The old man nodded absently.

“Buddy started the competitions. Started them and ran them, ran them for years. Who could have the most kills, you know. One of every kind of deer. Every bear. You won them all, you’d have to take maybe three hundred all by yourself. . used to give them to the Smithsonian. Like T.R. Needed their help later to bring in the rare ones. After they passed the laws. . back when I used to go over there, wasn’t any of that. At the beginning, the soirees were nothing much. No girls, you see. The ladies weren’t much interested in that. But later they came. Yes they did. The wives, the girlfriends. When he gave out the awards, and so forth. He would throw these. .”

He started to cough and shook his head.

“Here you go,” said the nurse, and handed him water and pills.

“I went for the parties, mostly,” he said, after he’d swallowed the pills and taken a sip. “A bachelor back then, you see. I didn’t go so often after I married.”

“My uncle was always single. Wasn’t he?”

“Never found the right special lady.”

“If you don’t mind my asking, do you have any old pictures? Pictures of him? My family, we weren’t close. And I haven’t been able to find anything in the house.”

He got up with difficulty, leaning hard on her arm, and made his way slowly to a bookshelf. She gazed around the room: shelves with framed pictures on them, a philodendron, tourist posters of Greece and Hong Kong, an old map. Finally he pulled out a thick ochre-colored album but it seemed too heavy for him, balancing on the edge of the shelf, half out and half in, as he stood helplessly with a feeble hand on the spine. She rose quickly before he could drop it.

“Oh here, let me. . thanks, thank you so much,” she said, and sat down with it.

“Might be one of Buddy near the beginning. Long time ago, you know. My wife marked everything.”

The photographs were elaborately annotated in a spidery, awkward hand, words standing on the gluey ridges of the paper. She sat with the scrapbook open on her knees as he puttered over to a cabinet in the corner, which had an old turntable on top, likely of seventies vintage: fake wood-grain on the sides of the platform. It took him some time to remove a record from its sleeve, so long that she considered offering to help but then reconsidered in case it might give offense. Instead she paged through the heavy leaves looking for her uncle’s name. They were all black-and-white at the beginning, then sepia-toned; there were color Polaroids throughout the 1960s.

It seemed the wife had even gone back and archived Chip’s photos from before they met, since one caption, under a black-and-white of Chip and a young blonde in evening dress, read Chip and his girlfriend Lettie “Lulabelle” Mae, May 1953 .
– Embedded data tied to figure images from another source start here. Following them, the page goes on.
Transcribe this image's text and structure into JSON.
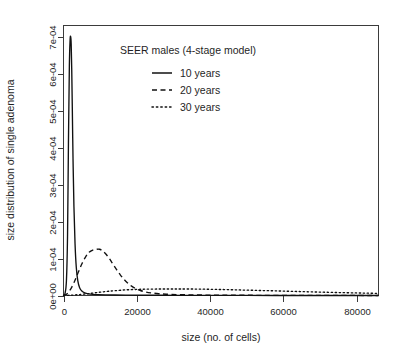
{
  "chart_data": {
    "type": "line",
    "title": "SEER males (4-stage model)",
    "xlabel": "size (no. of cells)",
    "ylabel": "size distribution of single adenoma",
    "xlim": [
      0,
      86000
    ],
    "ylim": [
      0,
      0.00073
    ],
    "grid": false,
    "legend_position": "top-center-inside",
    "xticks": [
      0,
      20000,
      40000,
      60000,
      80000
    ],
    "xtick_labels": [
      "0",
      "20000",
      "40000",
      "60000",
      "80000"
    ],
    "yticks": [
      0,
      0.0001,
      0.0002,
      0.0003,
      0.0004,
      0.0005,
      0.0006,
      0.0007
    ],
    "ytick_labels": [
      "0e+00",
      "1e-04",
      "2e-04",
      "3e-04",
      "4e-04",
      "5e-04",
      "6e-04",
      "7e-04"
    ],
    "series": [
      {
        "name": "10 years",
        "style": "solid",
        "peak_x": 2100,
        "peak_y": 0.0007,
        "x": [
          0,
          400,
          800,
          1100,
          1350,
          1600,
          1800,
          1950,
          2100,
          2250,
          2400,
          2600,
          2850,
          3150,
          3500,
          3900,
          4400,
          5000,
          5800,
          6800,
          8000,
          9500,
          11500,
          14000,
          17000,
          21000,
          26000,
          32000,
          40000,
          50000,
          62000,
          74000,
          86000
        ],
        "y": [
          0.0,
          5e-06,
          4e-05,
          0.00016,
          0.00041,
          0.00062,
          0.00069,
          0.0007,
          0.00068,
          0.00061,
          0.00051,
          0.00037,
          0.00024,
          0.00014,
          7.5e-05,
          4e-05,
          2.1e-05,
          1.2e-05,
          7e-06,
          4.5e-06,
          3.2e-06,
          2.4e-06,
          1.8e-06,
          1.4e-06,
          1.1e-06,
          8e-07,
          6e-07,
          4e-07,
          3e-07,
          2e-07,
          1e-07,
          1e-07,
          0.0
        ]
      },
      {
        "name": "20 years",
        "style": "dashed",
        "peak_x": 9800,
        "peak_y": 0.000125,
        "x": [
          0,
          1000,
          2000,
          3000,
          4000,
          5000,
          6000,
          7000,
          8000,
          9000,
          9800,
          10600,
          11500,
          12500,
          13500,
          14500,
          15500,
          16500,
          17500,
          18500,
          19500,
          21000,
          22500,
          24000,
          26000,
          28000,
          31000,
          35000,
          40000,
          46000,
          54000,
          64000,
          74000,
          86000
        ],
        "y": [
          0.0,
          5e-06,
          1.8e-05,
          3.8e-05,
          6.2e-05,
          8.5e-05,
          0.000104,
          0.000117,
          0.000123,
          0.000125,
          0.000125,
          0.000121,
          0.000113,
          0.0001,
          8.5e-05,
          7e-05,
          5.6e-05,
          4.4e-05,
          3.4e-05,
          2.6e-05,
          2e-05,
          1.35e-05,
          9.5e-06,
          7e-06,
          4.8e-06,
          3.5e-06,
          2.4e-06,
          1.6e-06,
          1.1e-06,
          8e-07,
          5e-07,
          3e-07,
          2e-07,
          1e-07
        ]
      },
      {
        "name": "30 years",
        "style": "dotted",
        "peak_x": 36000,
        "peak_y": 1.75e-05,
        "x": [
          0,
          2000,
          4000,
          6000,
          8000,
          10000,
          12000,
          14000,
          17000,
          20000,
          23000,
          26000,
          29000,
          32000,
          36000,
          40000,
          44000,
          48000,
          52000,
          56000,
          60000,
          64000,
          68000,
          72000,
          76000,
          80000,
          83000,
          86000
        ],
        "y": [
          0.0,
          8e-07,
          2.2e-06,
          4.2e-06,
          6.5e-06,
          9e-06,
          1.12e-05,
          1.3e-05,
          1.52e-05,
          1.65e-05,
          1.72e-05,
          1.75e-05,
          1.76e-05,
          1.76e-05,
          1.74e-05,
          1.68e-05,
          1.6e-05,
          1.5e-05,
          1.4e-05,
          1.3e-05,
          1.19e-05,
          1.08e-05,
          9.7e-06,
          8.7e-06,
          7.8e-06,
          6.9e-06,
          6.3e-06,
          5.7e-06
        ]
      }
    ]
  }
}
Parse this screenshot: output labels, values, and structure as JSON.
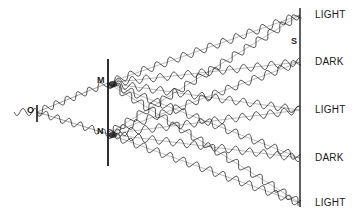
{
  "diagram": {
    "source": {
      "label": "O",
      "x": 37,
      "y": 112
    },
    "slits": [
      {
        "label": "M",
        "x": 108,
        "y": 83
      },
      {
        "label": "N",
        "x": 108,
        "y": 134
      }
    ],
    "screen": {
      "label": "S",
      "x": 300,
      "y_top": 8,
      "y_bottom": 207
    },
    "fringes": [
      {
        "label": "LIGHT",
        "y": 15
      },
      {
        "label": "DARK",
        "y": 62
      },
      {
        "label": "LIGHT",
        "y": 110
      },
      {
        "label": "DARK",
        "y": 158
      },
      {
        "label": "LIGHT",
        "y": 203
      }
    ],
    "colors": {
      "ink": "#1a1a1a",
      "background": "#ffffff"
    }
  }
}
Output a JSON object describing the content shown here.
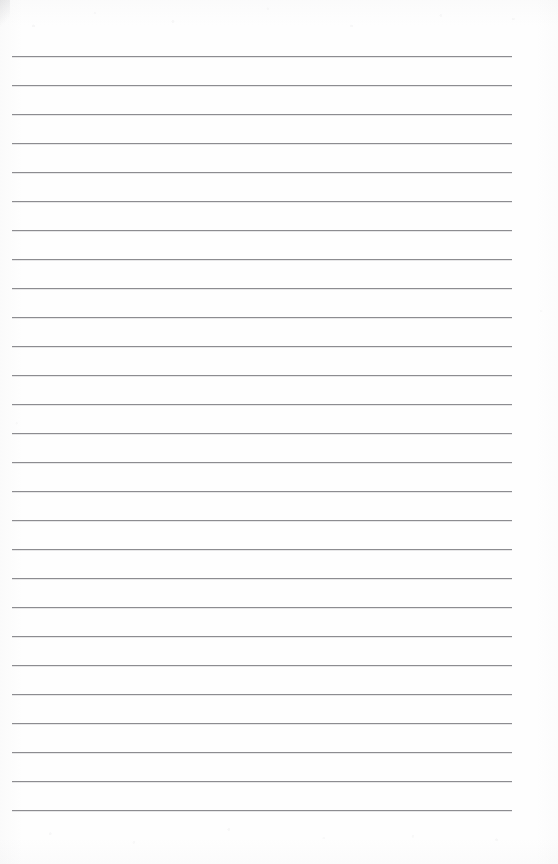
{
  "document": {
    "type": "lined-notebook-page",
    "title": "",
    "content_text": "",
    "is_blank": true,
    "page_width": 558,
    "page_height": 864,
    "background_color": "#fefefe"
  },
  "ruling": {
    "line_color": "#8c8c90",
    "line_thickness_px": 1,
    "line_count": 27,
    "first_line_y": 56,
    "line_spacing_px": 29,
    "line_start_x": 12,
    "line_end_x": 512,
    "line_length_px": 500,
    "top_margin_px": 56,
    "bottom_margin_px": 46,
    "left_margin_px": 12,
    "right_margin_px": 46,
    "has_vertical_margin_rule": false,
    "lines_y": [
      56,
      85,
      114,
      143,
      172,
      201,
      230,
      259,
      288,
      317,
      346,
      375,
      404,
      433,
      462,
      491,
      520,
      549,
      578,
      607,
      636,
      665,
      694,
      723,
      752,
      781,
      810
    ]
  },
  "annotations": {
    "handwriting": [],
    "marks": [],
    "corner_smudge_present": true
  }
}
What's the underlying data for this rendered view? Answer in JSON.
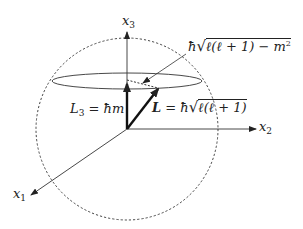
{
  "diagram": {
    "type": "angular-momentum-vector-model",
    "axes": {
      "x1": {
        "label": "x",
        "subscript": "1"
      },
      "x2": {
        "label": "x",
        "subscript": "2"
      },
      "x3": {
        "label": "x",
        "subscript": "3"
      }
    },
    "labels": {
      "L3": {
        "lhs": "L",
        "lhs_sub": "3",
        "eq": " = ",
        "rhs": "ħm"
      },
      "L": {
        "lhs": "L",
        "eq": " = ",
        "hbar": "ħ",
        "radicand": "ℓ(ℓ + 1)"
      },
      "perp": {
        "hbar": "ħ",
        "radicand": "ℓ(ℓ + 1) − m",
        "exp": "2"
      }
    },
    "elements": {
      "sphere": "dashed circle",
      "cone_circle": "ellipse",
      "L3_vector": "thick arrow along x3",
      "L_vector": "thick arrow on cone",
      "perp_component": "dashed line",
      "pointer": "thin arrow"
    },
    "colors": {
      "stroke": "#222222",
      "background": "#ffffff"
    }
  }
}
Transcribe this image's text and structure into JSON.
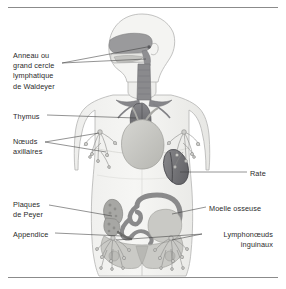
{
  "figure": {
    "background_color": "#ffffff",
    "rule_color": "#8b8b8b",
    "text_color": "#2b2b2b"
  },
  "palette": {
    "body_fill": "#f2f2f0",
    "body_outline": "#b4b4b2",
    "organ_light": "#cfcfcc",
    "organ_mid": "#a8a8a4",
    "organ_dark": "#77777a",
    "organ_darkest": "#5e5e61",
    "bone_fill": "#c8c8c4",
    "node_line": "#8a8a88",
    "leader_line": "#3a3a3a"
  },
  "labels": [
    {
      "id": "waldeyer",
      "text": "Anneau ou\ngrand cercle\nlymphatique\nde Waldeyer",
      "align": "left",
      "x": 13,
      "y": 51
    },
    {
      "id": "thymus",
      "text": "Thymus",
      "align": "left",
      "x": 13,
      "y": 112
    },
    {
      "id": "noeuds-axillaires",
      "text": "Nœuds\naxillaires",
      "align": "left",
      "x": 13,
      "y": 137
    },
    {
      "id": "plaques-de-peyer",
      "text": "Plaques\nde Peyer",
      "align": "left",
      "x": 13,
      "y": 200
    },
    {
      "id": "appendice",
      "text": "Appendice",
      "align": "left",
      "x": 13,
      "y": 230
    },
    {
      "id": "rate",
      "text": "Rate",
      "align": "left",
      "x": 250,
      "y": 169
    },
    {
      "id": "moelle-osseuse",
      "text": "Moelle osseuse",
      "align": "left",
      "x": 209,
      "y": 204
    },
    {
      "id": "lymphonoeuds-inguinaux",
      "text": "Lymphonœuds\ninguinaux",
      "align": "right",
      "x": 205,
      "y": 230
    }
  ],
  "anatomy": [
    {
      "id": "head",
      "name": "head-silhouette"
    },
    {
      "id": "nasal-pharynx",
      "name": "waldeyer-ring-region"
    },
    {
      "id": "trachea",
      "name": "trachea-and-bronchi"
    },
    {
      "id": "thymus-organ",
      "name": "thymus-organ"
    },
    {
      "id": "heart",
      "name": "heart-organ"
    },
    {
      "id": "spleen",
      "name": "spleen-organ"
    },
    {
      "id": "intestines",
      "name": "intestines"
    },
    {
      "id": "peyer-patches",
      "name": "peyer-patches"
    },
    {
      "id": "appendix-organ",
      "name": "appendix-organ"
    },
    {
      "id": "pelvis",
      "name": "pelvis-bone"
    },
    {
      "id": "axillary-nodes-left",
      "name": "axillary-node-chain-left"
    },
    {
      "id": "axillary-nodes-right",
      "name": "axillary-node-chain-right"
    },
    {
      "id": "inguinal-nodes-left",
      "name": "inguinal-node-chain-left"
    },
    {
      "id": "inguinal-nodes-right",
      "name": "inguinal-node-chain-right"
    }
  ]
}
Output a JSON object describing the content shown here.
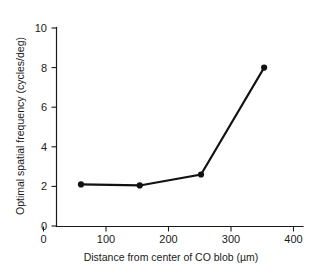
{
  "chart_data": {
    "type": "line",
    "title": "",
    "xlabel": "Distance from center of CO blob (µm)",
    "ylabel": "Optimal spatial frequency (cycles/deg)",
    "xlim": [
      0,
      415
    ],
    "ylim": [
      0,
      10.2
    ],
    "xticks": [
      0,
      100,
      200,
      300,
      400
    ],
    "xtick_labels": [
      "0",
      "100",
      "200",
      "300",
      "400"
    ],
    "yticks": [
      0,
      2,
      4,
      6,
      8,
      10
    ],
    "ytick_labels": [
      "0",
      "2",
      "4",
      "6",
      "8",
      "10"
    ],
    "grid": false,
    "legend": "none",
    "marker": "filled-circle",
    "line_color": "#111111",
    "marker_color": "#111111",
    "axis_color": "#1a1a1a",
    "background_color": "#ffffff",
    "series": [
      {
        "name": "Optimal spatial frequency",
        "x": [
          60,
          154,
          252,
          353
        ],
        "y": [
          2.1,
          2.05,
          2.6,
          8.0
        ]
      }
    ]
  },
  "axis": {
    "x_label": "Distance from center of CO blob (µm)",
    "y_label": "Optimal spatial frequency (cycles/deg)"
  },
  "xtick_0": "0",
  "xtick_1": "100",
  "xtick_2": "200",
  "xtick_3": "300",
  "xtick_4": "400",
  "ytick_0": "0",
  "ytick_1": "2",
  "ytick_2": "4",
  "ytick_3": "6",
  "ytick_4": "8",
  "ytick_5": "10"
}
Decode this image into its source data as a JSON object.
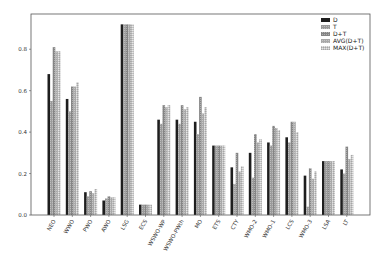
{
  "chart_data": {
    "type": "bar",
    "title": "",
    "xlabel": "",
    "ylabel": "",
    "ylim": [
      0,
      0.97
    ],
    "yticks": [
      "0.0",
      "0.2",
      "0.4",
      "0.6",
      "0.8"
    ],
    "grid": false,
    "legend_position": "upper right",
    "categories": [
      "NEO",
      "WWO",
      "PWO",
      "AWO",
      "LSG",
      "ECS",
      "WSWO-WP",
      "WSWO-PWth",
      "MO",
      "ETS",
      "CTY",
      "WMO-2",
      "WMO-1",
      "LCS",
      "WMO-3",
      "LSA",
      "LT"
    ],
    "series": [
      {
        "name": "D",
        "color": "#1e1e1e",
        "pattern": "solid",
        "values": [
          0.68,
          0.56,
          0.11,
          0.07,
          0.92,
          0.05,
          0.46,
          0.46,
          0.45,
          0.335,
          0.23,
          0.3,
          0.35,
          0.375,
          0.19,
          0.26,
          0.22
        ]
      },
      {
        "name": "T",
        "color": "#9a9a9a",
        "pattern": "stipple",
        "values": [
          0.55,
          0.5,
          0.09,
          0.08,
          0.92,
          0.05,
          0.44,
          0.44,
          0.39,
          0.335,
          0.15,
          0.18,
          0.335,
          0.35,
          0.04,
          0.26,
          0.2
        ]
      },
      {
        "name": "D+T",
        "color": "#858585",
        "pattern": "stipple",
        "values": [
          0.81,
          0.62,
          0.115,
          0.09,
          0.92,
          0.05,
          0.53,
          0.53,
          0.57,
          0.335,
          0.3,
          0.39,
          0.43,
          0.45,
          0.225,
          0.26,
          0.33
        ]
      },
      {
        "name": "AVG(D+T)",
        "color": "#a8a8a8",
        "pattern": "stipple",
        "values": [
          0.79,
          0.62,
          0.105,
          0.085,
          0.92,
          0.05,
          0.52,
          0.51,
          0.49,
          0.335,
          0.21,
          0.35,
          0.42,
          0.45,
          0.175,
          0.26,
          0.27
        ]
      },
      {
        "name": "MAX(D+T)",
        "color": "#c4c4c4",
        "pattern": "hatch",
        "values": [
          0.79,
          0.64,
          0.125,
          0.085,
          0.92,
          0.05,
          0.53,
          0.52,
          0.52,
          0.335,
          0.235,
          0.365,
          0.41,
          0.4,
          0.21,
          0.26,
          0.29
        ]
      }
    ]
  }
}
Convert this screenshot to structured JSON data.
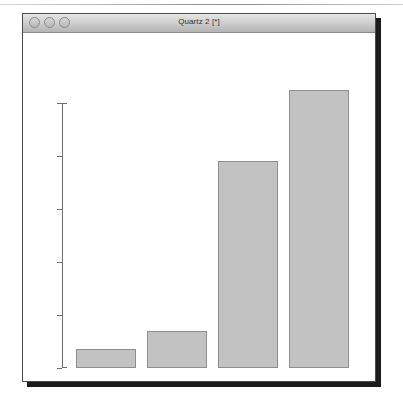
{
  "window": {
    "title": "Quartz 2 [*]",
    "controls": [
      {
        "name": "close-button",
        "label": "close"
      },
      {
        "name": "minimize-button",
        "label": "minimize"
      },
      {
        "name": "zoom-button",
        "label": "zoom"
      }
    ]
  },
  "colors": {
    "bar_fill": "#c2c2c2",
    "bar_border": "#8e8e8e",
    "axis": "#6e6e6e",
    "titlebar_top": "#e9e9e9",
    "titlebar_bottom": "#b4b4b4",
    "window_border": "#4a4a4a",
    "canvas": "#ffffff"
  },
  "chart_data": {
    "type": "bar",
    "title": "",
    "xlabel": "",
    "ylabel": "",
    "categories": [
      "1",
      "2",
      "3",
      "4"
    ],
    "values": [
      7,
      14,
      78,
      105
    ],
    "ylim": [
      0,
      110
    ],
    "yticks": [
      0,
      20,
      40,
      60,
      80,
      100
    ],
    "ytick_labels": [
      "0",
      "20",
      "40",
      "60",
      "80",
      "100"
    ],
    "grid": false,
    "legend": false,
    "xaxis_visible": false,
    "ytick_label_rotation": 90
  }
}
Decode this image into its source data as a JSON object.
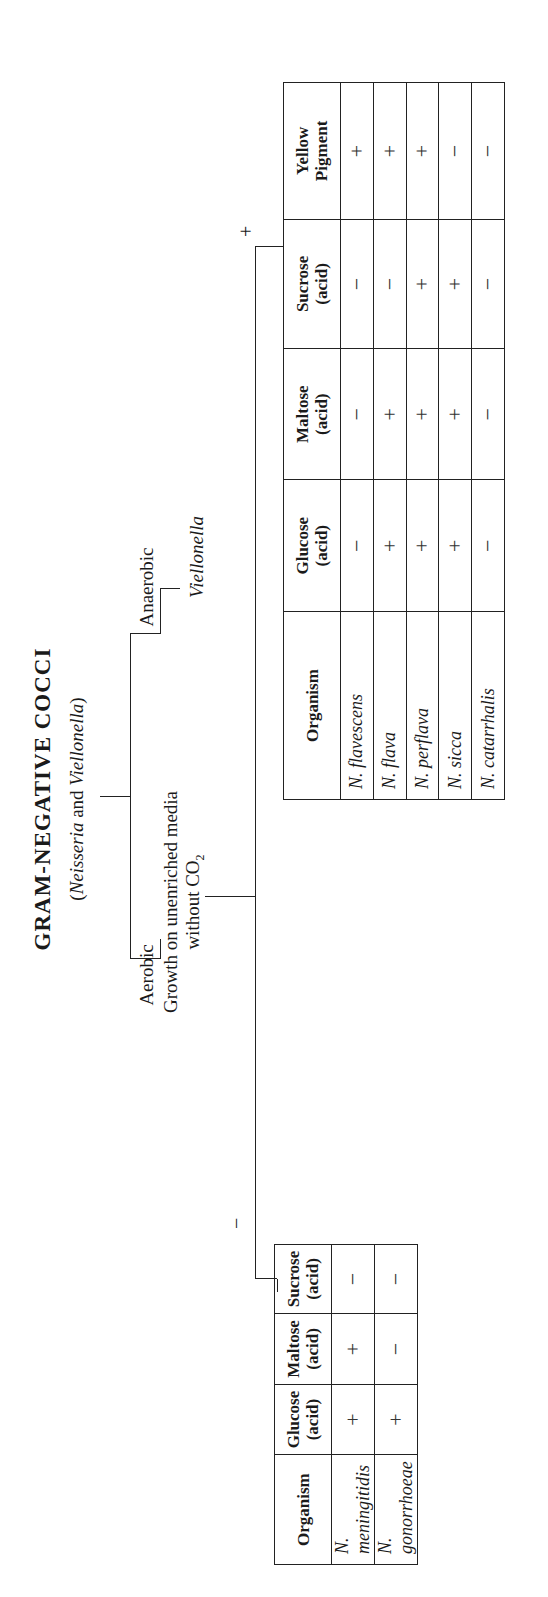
{
  "title": "GRAM-NEGATIVE COCCI",
  "subtitle": {
    "open": "(",
    "genus1": "Neisseria",
    "and": " and ",
    "genus2": "Viellonella",
    "close": ")"
  },
  "branches": {
    "aerobic": "Aerobic",
    "anaerobic": "Anaerobic",
    "anaerobic_result": "Viellonella",
    "growth_test_line1": "Growth on unenriched media",
    "growth_test_line2_prefix": "without CO",
    "growth_test_line2_sub": "2",
    "negative_sign": "−",
    "positive_sign": "+"
  },
  "table_negative": {
    "headers": [
      {
        "line1": "Organism",
        "line2": ""
      },
      {
        "line1": "Glucose",
        "line2": "(acid)"
      },
      {
        "line1": "Maltose",
        "line2": "(acid)"
      },
      {
        "line1": "Sucrose",
        "line2": "(acid)"
      }
    ],
    "rows": [
      {
        "organism": "N. meningitidis",
        "glucose": "+",
        "maltose": "+",
        "sucrose": "−"
      },
      {
        "organism": "N. gonorrhoeae",
        "glucose": "+",
        "maltose": "−",
        "sucrose": "−"
      }
    ]
  },
  "table_positive": {
    "headers": [
      {
        "line1": "Organism",
        "line2": ""
      },
      {
        "line1": "Glucose",
        "line2": "(acid)"
      },
      {
        "line1": "Maltose",
        "line2": "(acid)"
      },
      {
        "line1": "Sucrose",
        "line2": "(acid)"
      },
      {
        "line1": "Yellow",
        "line2": "Pigment"
      }
    ],
    "rows": [
      {
        "organism": "N. flavescens",
        "glucose": "−",
        "maltose": "−",
        "sucrose": "−",
        "pigment": "+"
      },
      {
        "organism": "N. flava",
        "glucose": "+",
        "maltose": "+",
        "sucrose": "−",
        "pigment": "+"
      },
      {
        "organism": "N. perflava",
        "glucose": "+",
        "maltose": "+",
        "sucrose": "+",
        "pigment": "+"
      },
      {
        "organism": "N. sicca",
        "glucose": "+",
        "maltose": "+",
        "sucrose": "+",
        "pigment": "−"
      },
      {
        "organism": "N. catarrhalis",
        "glucose": "−",
        "maltose": "−",
        "sucrose": "−",
        "pigment": "−"
      }
    ]
  }
}
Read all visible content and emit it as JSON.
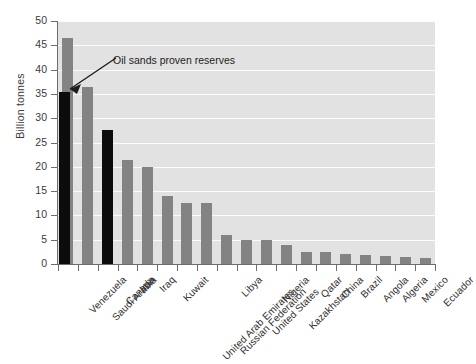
{
  "chart_data": {
    "type": "bar",
    "title": "",
    "subtitle": "",
    "xlabel": "",
    "ylabel": "Billion tonnes",
    "ylim": [
      0,
      50
    ],
    "yticks": [
      0,
      5,
      10,
      15,
      20,
      25,
      30,
      35,
      40,
      45,
      50
    ],
    "ytick_labels": [
      "0",
      "5",
      "10",
      "15",
      "20",
      "25",
      "30",
      "35",
      "40",
      "45",
      "50"
    ],
    "grid": "horizontal",
    "legend": "none",
    "categories": [
      "Venezuela",
      "Saudi Arabia",
      "Canada",
      "Iran",
      "Iraq",
      "Kuwait",
      "United Arab Emirates",
      "Russian Federation",
      "Libya",
      "United States",
      "Nigeria",
      "Kazakhstan",
      "Qatar",
      "China",
      "Brazil",
      "Angola",
      "Algeria",
      "Mexico",
      "Ecuador"
    ],
    "values": [
      46.5,
      36.5,
      27.5,
      21.5,
      20,
      14,
      12.5,
      12.5,
      6,
      5,
      5,
      4,
      2.5,
      2.5,
      2,
      1.8,
      1.7,
      1.5,
      1.3
    ],
    "bar_colors": [
      "#838383",
      "#838383",
      "#0c0c0c",
      "#838383",
      "#838383",
      "#838383",
      "#838383",
      "#838383",
      "#838383",
      "#838383",
      "#838383",
      "#838383",
      "#838383",
      "#838383",
      "#838383",
      "#838383",
      "#838383",
      "#838383",
      "#838383"
    ],
    "overlay_series": {
      "name": "Oil sands proven reserves",
      "points": [
        {
          "category": "Venezuela",
          "value": 35.5,
          "color": "#0c0c0c"
        }
      ]
    },
    "annotations": [
      {
        "text": "Oil sands proven reserves",
        "points_to_category": "Venezuela",
        "points_to_value": 35.5
      }
    ],
    "colors": {
      "bar": "#838383",
      "bar_highlight": "#0c0c0c",
      "plot_background": "#e2e2e2",
      "gridline": "#fbfbfb",
      "axis": "#6d6d6d",
      "text": "#2f2f2f"
    }
  }
}
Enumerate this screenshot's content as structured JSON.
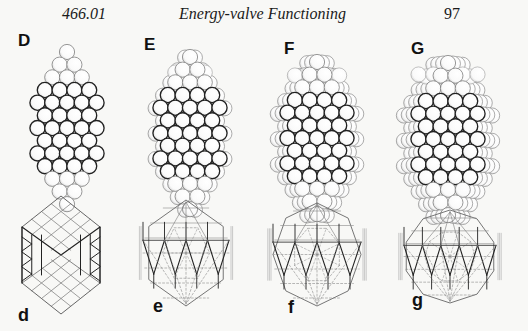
{
  "header": {
    "section_number": "466.01",
    "title": "Energy-valve Functioning",
    "page_number": "97"
  },
  "figure": {
    "upper_row": [
      {
        "label": "D",
        "label_pos": [
          18,
          32
        ],
        "cx": 67,
        "top": 52,
        "r": 7.6,
        "type": "rhombic",
        "depth": 0
      },
      {
        "label": "E",
        "label_pos": [
          144,
          36
        ],
        "cx": 190,
        "top": 57,
        "r": 7.6,
        "type": "rhombic",
        "depth": 1
      },
      {
        "label": "F",
        "label_pos": [
          284,
          40
        ],
        "cx": 317,
        "top": 62,
        "r": 7.6,
        "type": "rhombic",
        "depth": 2
      },
      {
        "label": "G",
        "label_pos": [
          411,
          40
        ],
        "cx": 448,
        "top": 63,
        "r": 7.6,
        "type": "rhombic",
        "depth": 3
      }
    ],
    "lower_row": [
      {
        "label": "d",
        "label_pos": [
          18,
          306
        ],
        "cx": 61,
        "top": 196,
        "type": "d"
      },
      {
        "label": "e",
        "label_pos": [
          153,
          297
        ],
        "cx": 186,
        "top": 200,
        "type": "e"
      },
      {
        "label": "f",
        "label_pos": [
          288,
          298
        ],
        "cx": 317,
        "top": 203,
        "type": "f"
      },
      {
        "label": "g",
        "label_pos": [
          412,
          291
        ],
        "cx": 450,
        "top": 210,
        "type": "g"
      }
    ],
    "colors": {
      "ink": "#222222",
      "sphere_fill": "#ffffff",
      "sphere_shade": "#cfcfcf",
      "faint": "#8a8a8a"
    }
  }
}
Finally she hit paydirt with a caption that read Chip with, l — r, Arnie Sayles, Lou Redmond, Frank Davis-Mendez and Albert “Bud” Halveston. Spring Banquet, 1959 . It was a row of middle-aged men in white dinner jackets, their arms around each other’s shoulders. Her uncle, at the end, was thin and angular with a cigarette hanging out of his mouth and a wave of shining hair standing up over his forehead.

She closed her eyes and tried to remember him like that. She had been thirteen years old; she would have known him then.

Still nothing but the croquet and the player piano.

Chip’s record was opera — a mournful aria. When he sat down again he was less lucid, rambling about the ancient festivities as she paged through his album. Once there had been famous people, he said. Bud was well known for lavish cocktail parties, catered dinners, fancy-dress balls. . he remembered women with tall feather headdresses, feathers and sparkling beads, the fund-raising events for charity, the hunting expos and sportsmen’s banquets. The Reagans were there once, and Henry Kissinger. Zsa Zsa Gabor one time when she was between husbands. Ice statues in the swimming pool.

“Charity,” said Susan, clutching at straws. “So what were his charities?”

“Oh the club, freedom to hunt, like that,” and he flapped a hand wearily. A moment ago he had been eager but suddenly he was tired. She wondered if she should call the nurse.